Chapter Eighteen

Nathan

The ride to the Fount’s staff quarters, a high-rise building with sixteen floors, takes me less than fifteen minutes on my Harley Davidson.

I fly off the bike and at once note that Tess isn’t anywhere outside waiting for me.

Where the fuck are the cops? Is John still in there with her?

I forgo the elevator and take the stairs three at a time until I reach the sixth floor. I’m about to kick in her door when it swings open, and a man jumps back in shock and partly to avoid me crashing into him.

It’s John Blackwell.

Blood drains from his face when he sees me, and he freezes in shock. I have no such hesitation. I grab him by the neckline of his shirt, looking around the apartment for Tess.

“Where is she?” I drag him with me as I take a few steps into the living room. “Tess?” I yell.

There’s no response.

“Where the hell is she, asshole?”

“You think I don’t know that you’re fucking my daughter?” is his only reply.

I tighten my grip on his neck and slam him into the wall with enough force to make his teeth rattle while I search him for any weapons he might want to defend himself with. “I asked you a fucking question!”

“She stepped outside to take a call,” John replies calmly.

I look toward the front door, about to drag him there when he gestures in the other direction.

“Not that way, she went through the door in the kitchen, over there.”

I drag him into the kitchen, throw him against the counter, and go to pull the back door open while he calls me a few choice names and rubs at the skin of his neck.

“Tess?” I call.

Silence.

Has she gone around the building to the front, then?

Out of the corner of my eye, I see John move toward the sink and dry heaves over and over. He spits, then turns the water on. Still, I watch him like a hawk, waiting for him to finish throwing up so that I can resume my chokehold on him.

As if the dry heaves aren’t a dead give away, something about his rigid posture is wrong and raises alarm bells. His muscles are tensing and locking together.

Thinking that he’s about to attack with a weapon, I mentally prepare for his strike, but I’m also curious to see what he thinks he can do to me. I’ve got over a hundred pounds on him, and a decent amount of that is muscle.

I pretend to look outside for any trace of Tess, but I notice the moment he slips a hand inside his back pocket and digs out a small bag of grainy material.

I know exactly what it is, and I see red.

I’m on him in a flash, shoving him away from the sink, my fist connecting with his nose. I feel a crunch as the cartilage gives way, and blood spurts out his nostrils.

“You sonofabitch. That’s it, isn’t it? Whatever the fuck it is you used to kill your wife and my brother in cold blood.”

He doesn’t see me. He’s not cowering or even holding onto his broken nose. Nor does he care that his cover is blown. All he seems to be preoccupied with is throwing that pack inside the sink of running water.

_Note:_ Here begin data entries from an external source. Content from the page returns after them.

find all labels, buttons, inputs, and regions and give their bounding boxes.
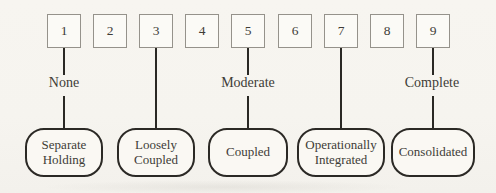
stage-separate-holding: Separate Holding <box>25 128 103 177</box>
scale-number-1: 1 <box>61 23 68 39</box>
connector-line-1-lower <box>63 96 65 128</box>
anchor-label-moderate: Moderate <box>221 73 275 93</box>
connector-line-3 <box>155 48 157 128</box>
scale-box-4: 4 <box>185 14 219 48</box>
scale-box-5: 5 <box>231 14 265 48</box>
scale-box-3: 3 <box>139 14 173 48</box>
scale-number-2: 2 <box>107 23 114 39</box>
connector-line-7 <box>340 48 342 128</box>
scale-number-4: 4 <box>199 23 206 39</box>
connector-line-9-lower <box>432 96 434 128</box>
scale-number-7: 7 <box>338 23 345 39</box>
connector-line-5-lower <box>247 96 249 128</box>
connector-line-9-upper <box>432 48 434 75</box>
scale-box-6: 6 <box>278 14 312 48</box>
scale-box-1: 1 <box>47 14 81 48</box>
scale-number-9: 9 <box>430 23 437 39</box>
stage-operationally-integrated: Operationally Integrated <box>297 128 385 177</box>
scale-box-8: 8 <box>370 14 404 48</box>
scale-number-6: 6 <box>292 23 299 39</box>
stage-loosely-coupled: Loosely Coupled <box>117 128 195 177</box>
scale-box-2: 2 <box>93 14 127 48</box>
scale-number-8: 8 <box>384 23 391 39</box>
scale-number-5: 5 <box>245 23 252 39</box>
scale-number-3: 3 <box>153 23 160 39</box>
anchor-label-none: None <box>49 73 79 93</box>
connector-line-1-upper <box>63 48 65 75</box>
connector-line-5-upper <box>247 48 249 75</box>
scale-box-7: 7 <box>324 14 358 48</box>
stage-consolidated: Consolidated <box>391 128 475 177</box>
integration-scale-diagram: 1 2 3 4 5 6 7 8 9 None Moderate Complete… <box>0 0 496 193</box>
stage-coupled: Coupled <box>208 128 288 177</box>
scale-box-9: 9 <box>416 14 450 48</box>
anchor-label-complete: Complete <box>405 73 459 93</box>
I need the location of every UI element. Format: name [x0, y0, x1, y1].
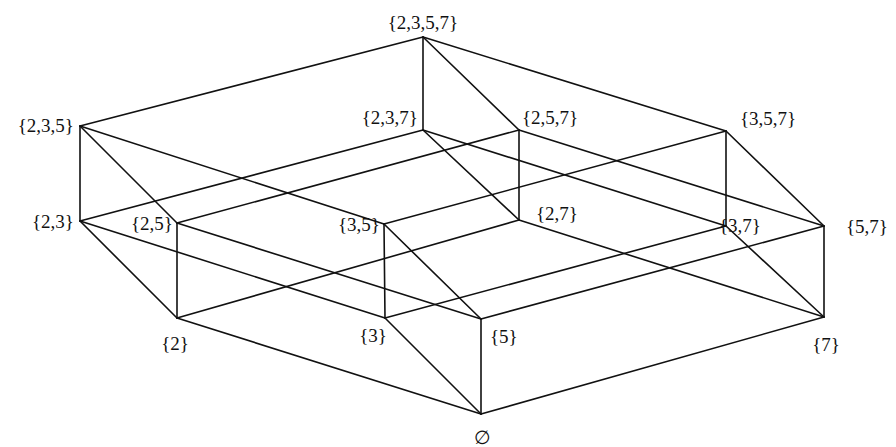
- edge-empty-2: [177, 318, 481, 414]
- edge-empty-7: [481, 317, 824, 414]
- vertex-label-2: {2}: [161, 333, 189, 354]
- vertex-label-7: {7}: [812, 334, 840, 355]
- vertex-label-57: {5,7}: [846, 216, 888, 237]
- vertex-label-2357: {2,3,5,7}: [388, 12, 459, 33]
- vertex-label-23: {2,3}: [32, 211, 74, 232]
- vertex-label-357: {3,5,7}: [740, 108, 796, 129]
- vertex-label-235: {2,3,5}: [18, 115, 74, 136]
- labels-layer: ∅{2}{3}{5}{7}{2,3}{2,5}{2,7}{3,5}{3,7}{5…: [18, 12, 888, 447]
- edge-57-357: [726, 131, 824, 226]
- vertex-label-237: {2,3,7}: [362, 107, 418, 128]
- edge-257-2357: [423, 37, 519, 130]
- vertex-label-27: {2,7}: [536, 203, 578, 224]
- edge-5-57: [481, 226, 824, 319]
- edges-layer: [80, 37, 824, 414]
- vertex-label-empty: ∅: [474, 427, 491, 447]
- vertex-label-5: {5}: [490, 326, 518, 347]
- hasse-diagram: ∅{2}{3}{5}{7}{2,3}{2,5}{2,7}{3,5}{3,7}{5…: [0, 0, 896, 447]
- vertex-label-35: {3,5}: [338, 214, 380, 235]
- vertex-label-37: {3,7}: [719, 215, 761, 236]
- vertex-label-3: {3}: [359, 325, 387, 346]
- vertex-label-25: {2,5}: [131, 213, 173, 234]
- edge-3-23: [80, 221, 385, 318]
- edge-2-23: [80, 221, 177, 318]
- vertex-label-257: {2,5,7}: [522, 107, 578, 128]
- edge-23-237: [80, 130, 423, 221]
- edge-7-27: [519, 220, 824, 317]
- edge-3-35: [384, 224, 385, 318]
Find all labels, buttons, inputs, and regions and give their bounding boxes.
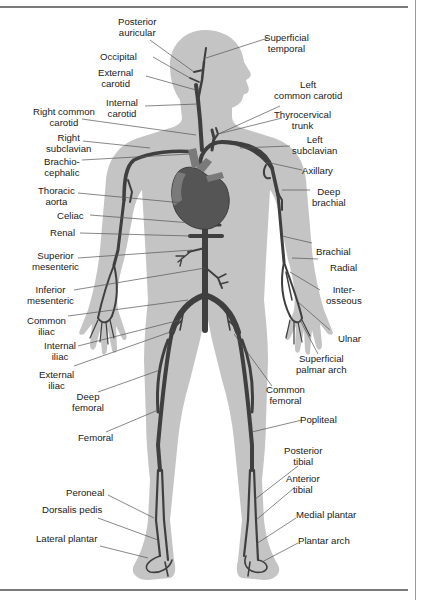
label-anterior-tibial: Anterior tibial bbox=[286, 474, 320, 495]
diagram-frame: Posterior auricular Occipital External c… bbox=[0, 0, 422, 600]
label-inferior-mesenteric: Inferior mesenteric bbox=[27, 285, 74, 306]
label-superior-mesenteric: Superior mesenteric bbox=[32, 251, 79, 272]
label-deep-brachial: Deep brachial bbox=[312, 187, 346, 208]
label-posterior-auricular: Posterior auricular bbox=[118, 17, 156, 38]
label-posterior-tibial: Posterior tibial bbox=[284, 446, 322, 467]
label-thoracic-aorta: Thoracic aorta bbox=[38, 186, 75, 207]
label-ulnar: Ulnar bbox=[338, 334, 361, 345]
label-deep-femoral: Deep femoral bbox=[72, 392, 104, 413]
label-plantar-arch: Plantar arch bbox=[298, 536, 350, 547]
label-lateral-plantar: Lateral plantar bbox=[36, 534, 97, 545]
label-brachiocephalic: Brachio- cephalic bbox=[44, 157, 80, 178]
label-celiac: Celiac bbox=[57, 211, 84, 222]
label-thyrocervical-trunk: Thyrocervical trunk bbox=[274, 110, 331, 131]
leader-peroneal bbox=[108, 495, 154, 518]
label-left-subclavian: Left subclavian bbox=[292, 135, 337, 156]
label-right-subclavian: Right subclavian bbox=[46, 133, 91, 154]
label-dorsalis-pedis: Dorsalis pedis bbox=[42, 505, 102, 516]
label-interosseous: Inter- osseous bbox=[326, 285, 362, 306]
label-external-iliac: External iliac bbox=[39, 370, 74, 391]
label-peroneal: Peroneal bbox=[66, 488, 104, 499]
label-internal-carotid: Internal carotid bbox=[106, 98, 138, 119]
label-common-iliac: Common iliac bbox=[27, 316, 66, 337]
label-popliteal: Popliteal bbox=[300, 415, 337, 426]
label-femoral: Femoral bbox=[78, 433, 113, 444]
label-internal-iliac: Internal iliac bbox=[44, 341, 76, 362]
label-medial-plantar: Medial plantar bbox=[296, 510, 356, 521]
label-superficial-temporal: Superficial temporal bbox=[264, 33, 309, 54]
label-radial: Radial bbox=[330, 263, 357, 274]
label-axillary: Axillary bbox=[302, 166, 333, 177]
label-brachial: Brachial bbox=[316, 247, 351, 258]
label-external-carotid: External carotid bbox=[98, 68, 133, 89]
label-left-common-carotid: Left common carotid bbox=[274, 80, 342, 101]
label-superficial-palmar-arch: Superficial palmar arch bbox=[296, 354, 347, 375]
label-common-femoral: Common femoral bbox=[266, 385, 305, 406]
label-right-common-carotid: Right common carotid bbox=[33, 107, 95, 128]
label-renal: Renal bbox=[50, 228, 75, 239]
label-occipital: Occipital bbox=[100, 52, 137, 63]
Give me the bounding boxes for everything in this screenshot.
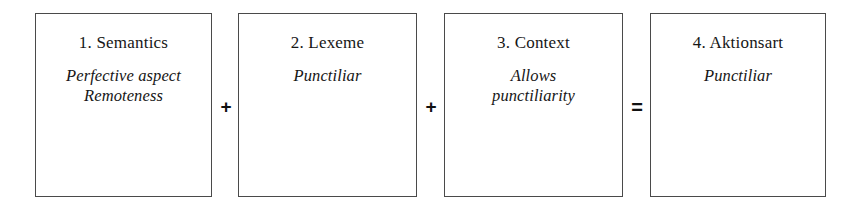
node-heading: 3. Context [445, 34, 622, 51]
aktionsart-equation-diagram: 1. Semantics Perfective aspect Remotenes… [0, 0, 866, 211]
node-heading: 2. Lexeme [239, 34, 416, 51]
equals-operator: = [626, 96, 648, 118]
node-detail-line: Allows [445, 66, 622, 86]
node-detail-group: Allows punctiliarity [445, 66, 622, 106]
node-box-context: 3. Context Allows punctiliarity [444, 13, 623, 197]
node-detail-line: Perfective aspect [36, 66, 211, 86]
node-box-lexeme: 2. Lexeme Punctiliar [238, 13, 417, 197]
node-detail-group: Perfective aspect Remoteness [36, 66, 211, 106]
plus-operator-1: + [215, 96, 237, 118]
node-detail-line: punctiliarity [445, 86, 622, 106]
node-detail-line: Punctiliar [651, 66, 825, 86]
node-box-semantics: 1. Semantics Perfective aspect Remotenes… [35, 13, 212, 197]
node-box-aktionsart: 4. Aktionsart Punctiliar [650, 13, 826, 197]
node-detail-line: Remoteness [36, 86, 211, 106]
node-detail-group: Punctiliar [651, 66, 825, 86]
plus-operator-2: + [420, 96, 442, 118]
node-heading: 4. Aktionsart [651, 34, 825, 51]
node-heading: 1. Semantics [36, 34, 211, 51]
node-detail-group: Punctiliar [239, 66, 416, 86]
node-detail-line: Punctiliar [239, 66, 416, 86]
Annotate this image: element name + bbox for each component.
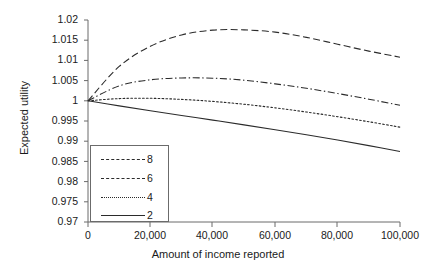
- legend-swatch-solid-icon: [101, 215, 145, 217]
- legend-item-2: 4: [91, 189, 170, 207]
- x-axis-title: Amount of income reported: [0, 248, 436, 260]
- y-tick-label-1: 1.015: [14, 34, 78, 45]
- series-line-6: [88, 78, 400, 105]
- series-line-4: [88, 98, 400, 127]
- legend-swatch-dashed-icon: [101, 159, 145, 161]
- chart-figure: 1.02 1.015 1.01 1.005 1 0.995 0.99 0.985…: [0, 0, 436, 275]
- series-line-8: [88, 30, 400, 101]
- y-tick-label-9: 0.975: [14, 196, 78, 207]
- legend-item-1: 6: [91, 170, 170, 188]
- x-tick-label-1: 20,000: [120, 230, 180, 241]
- data-curves: [88, 30, 400, 152]
- legend-label-3: 2: [147, 209, 153, 221]
- x-tick-label-2: 40,000: [182, 230, 242, 241]
- x-tick-label-4: 80,000: [307, 230, 367, 241]
- y-axis-title: Expected utility: [18, 48, 30, 188]
- legend-label-2: 4: [147, 191, 153, 203]
- legend-swatch-dotted-icon: [101, 197, 145, 199]
- legend-item-3: 2: [91, 207, 170, 225]
- y-tick-label-0: 1.02: [14, 14, 78, 25]
- y-tick-marks: [84, 20, 88, 222]
- y-tick-label-10: 0.97: [14, 216, 78, 227]
- x-tick-label-5: 100,000: [370, 230, 430, 241]
- legend-label-0: 8: [147, 153, 153, 165]
- x-tick-label-3: 60,000: [245, 230, 305, 241]
- legend-label-1: 6: [147, 172, 153, 184]
- series-line-2: [88, 101, 400, 152]
- legend-swatch-dashdot-icon: [101, 178, 145, 180]
- x-tick-label-0: 0: [58, 230, 118, 241]
- legend-item-0: 8: [91, 151, 170, 169]
- chart-legend: 8 6 4 2: [90, 145, 169, 222]
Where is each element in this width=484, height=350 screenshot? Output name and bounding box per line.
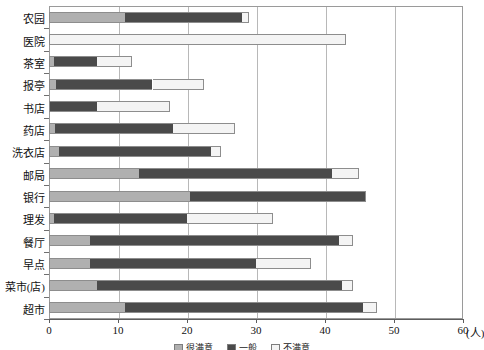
category-label-9: 银行 (0, 189, 45, 205)
y-tick-1 (44, 28, 49, 29)
category-label-5: 书店 (0, 100, 45, 116)
y-tick-12 (44, 274, 49, 275)
bar-segment (55, 123, 174, 134)
y-tick-3 (44, 73, 49, 74)
gridline-10 (119, 7, 120, 318)
x-tick-0 (49, 319, 50, 323)
bar-row (49, 12, 463, 23)
bar-segment (332, 168, 360, 179)
y-tick-7 (44, 163, 49, 164)
bar-segment (363, 302, 377, 313)
bar-segment (90, 235, 338, 246)
bar-row (49, 56, 463, 67)
bar-row (49, 101, 463, 112)
bar-segment (256, 258, 311, 269)
x-tick-label-50: 50 (389, 324, 400, 336)
category-label-2: 医院 (0, 33, 45, 49)
plot-area (49, 6, 463, 319)
bar-segment (342, 280, 352, 291)
x-tick-label-30: 30 (251, 324, 262, 336)
y-tick-6 (44, 140, 49, 141)
legend-item: 一般 (227, 341, 257, 350)
bar-segment (56, 79, 153, 90)
y-tick-2 (44, 51, 49, 52)
bar-segment (125, 302, 363, 313)
bar-segment (49, 280, 97, 291)
category-label-6: 药店 (0, 122, 45, 138)
bar-segment (54, 56, 97, 67)
bar-segment (59, 146, 211, 157)
x-tick-30 (256, 319, 257, 323)
y-tick-13 (44, 297, 49, 298)
x-tick-10 (118, 319, 119, 323)
bar-segment (97, 56, 132, 67)
y-tick-8 (44, 185, 49, 186)
legend-swatch (271, 344, 280, 350)
bar-row (49, 123, 463, 134)
bar-segment (49, 146, 59, 157)
y-tick-4 (44, 95, 49, 96)
bar-row (49, 79, 463, 90)
category-label-14: 超市 (0, 301, 45, 317)
y-tick-11 (44, 252, 49, 253)
bar-row (49, 258, 463, 269)
chart-legend: 很满意一般不满意 (0, 341, 483, 350)
legend-label: 很满意 (186, 341, 213, 350)
bar-segment (97, 280, 342, 291)
bar-segment (49, 168, 139, 179)
x-tick-label-10: 10 (113, 324, 124, 336)
category-label-4: 报亭 (0, 77, 45, 93)
bar-segment (49, 302, 125, 313)
x-tick-40 (325, 319, 326, 323)
bar-row (49, 191, 463, 202)
bar-row (49, 34, 463, 45)
bar-segment (49, 258, 90, 269)
legend-label: 一般 (239, 341, 257, 350)
gridline-40 (326, 7, 327, 318)
bar-segment (211, 146, 221, 157)
category-label-12: 早点 (0, 256, 45, 272)
x-tick-60 (463, 319, 464, 323)
bar-segment (242, 12, 249, 23)
bar-segment (125, 12, 242, 23)
bar-segment (339, 235, 353, 246)
bar-segment (49, 34, 346, 45)
gridline-50 (395, 7, 396, 318)
category-label-7: 洗衣店 (0, 144, 45, 160)
bar-segment (49, 235, 90, 246)
bar-segment (49, 101, 97, 112)
category-label-1: 农园 (0, 10, 45, 26)
category-label-13: 菜市(店) (0, 278, 45, 294)
bar-row (49, 213, 463, 224)
bar-row (49, 146, 463, 157)
bar-segment (49, 191, 190, 202)
bar-segment (190, 191, 366, 202)
x-tick-20 (187, 319, 188, 323)
y-tick-5 (44, 118, 49, 119)
bar-segment (97, 101, 169, 112)
x-axis-unit-label: (人) (466, 324, 484, 340)
bar-segment (49, 79, 56, 90)
x-tick-label-20: 20 (182, 324, 193, 336)
x-tick-50 (394, 319, 395, 323)
bar-row (49, 302, 463, 313)
bar-segment (139, 168, 332, 179)
bar-segment (49, 12, 125, 23)
bar-row (49, 168, 463, 179)
bar-row (49, 280, 463, 291)
bar-segment (54, 213, 187, 224)
gridline-20 (188, 7, 189, 318)
category-label-8: 邮局 (0, 167, 45, 183)
bar-segment (187, 213, 273, 224)
gridline-30 (257, 7, 258, 318)
bar-segment (90, 258, 256, 269)
x-tick-label-0: 0 (46, 324, 52, 336)
y-tick-10 (44, 230, 49, 231)
y-tick-9 (44, 207, 49, 208)
legend-swatch (174, 344, 183, 350)
bar-segment (153, 79, 205, 90)
x-tick-label-40: 40 (320, 324, 331, 336)
category-label-10: 理发 (0, 211, 45, 227)
bar-segment (173, 123, 235, 134)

…They melt into oblivion in heat and water, and that’s when the games truly begin.

What the hell?

If there was any doubt as to his motives for being here, that action just erases it.

I drag him out of the kitchen, out of the reach of water and into the hallway, and then, I let my fists loose on him.

My initial plan is to incapacitate him, but now, beating him to a pulp feels too satisfying to stop. I feel two of his incisors cut into my fist before they loosen and cave in.

Still, I’m unable to make myself stop, and I start praying for the cops to show up before I kill the man.

Because all I see when I look at him is my twin brother’s frozen body in a wetsuit.

The sound of a loud, wet gurgle makes me stop long enough to listen. I can also hear that the bathroom tap is on as water flows steadily.

“Tess?”

John turns his head and spits out a tooth and a wad of bloody phlegm. “I suggested that she wait for you naked like the slut that she is, in a tub full of water.”

She’s been in there the whole time?

I push myself off of John and run in the direction of the bathroom, my heart in my throat.

I’ve seen a lot of awful things, but the sight that greets my eyes breaks me open.

The woman I love, submerged in a tub as though sleeping, the water above her beautiful face as still as the surface of a mirror. Her face looks peaceful, soft, while the rest of her body is limp.

No!

The rest of what happens is a blur.

I don’t remember carrying her out or laying her on the floor and starting CPR. Or the police crashing in minutes after that.

I don’t remember refusing to allow anyone else to take over her resuscitation or hitting the man who tried to drag me off her.

Not until the fog starts to lift from my brain do I realize that the officer I punched was Alvin Ling, a policeman and Marta, my employee’s husband.